REVIEW of The No. 1 Ladies’ Detective Agency by Alexander McCall Smith

Ladies Detective AgencyUpon the death of her father, Precious Ramotswe sells his herd of cattle and uses the money to set up her own business–a detective agency. As the only lady detective in Botswana, she tracks down cheating husbands, rebellious daughters, deceptive employees, and missing persons. When a heartbroken teacher writes about his son who has disappeared, Mma Ramotswe doubts her abilities to solve the case, but it turns out that even kidnappers and witch doctors cannot reckon with the cunning of the lady detective.

I’ve been hearing about this book for several years, and now, having finally read it, I discovered that it did not disappoint! The world-building is exquisite. The anecdotal style of the narrative unfolds chapter by chapter, with each story leaving you more and more in awe of this sensible, beneficent, courageous woman who is Precious Ramotswe.

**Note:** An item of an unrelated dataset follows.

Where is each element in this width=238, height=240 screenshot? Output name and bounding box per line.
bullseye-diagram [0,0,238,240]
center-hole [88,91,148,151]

“Mma Ramotswe walked back towards her van, not wanting to intrude upon the intimate moments of reunion. She was crying; for her own child, too–remembering the minute hand that had grasped her own, so briefly, while it tried to hold on to a strange world that was slipping away so quickly. There was so much suffering in Africa that it was tempting just to shrug your shoulders and walk away. But you can’t do that, she thought. You just can’t.”

Precious is more than a woman–she is a woman of Africa, inextricably bound to her setting. The novel is a love letter to the continent, its pages reveling in the heat of the Kalahari Desert, the crowded streets of Gaborone, the venemous cobras, the thorny acacia trees, the redbush tea. Precious’ friend, the laconic mechanic J.L.B. Matekoni, expresses this best:

“He looked at her in the darkness, at this woman who was everything to him–mother, Africa, wisdom, understanding, the breath, the white sky across the endless, endless bush, and the the giraffe that cried, giving its tears for women to daub on their baskets; O Botswana, my country, my place.”

I’ll be looking out for the next book in this series. It goes without saying that this book is: Recommended.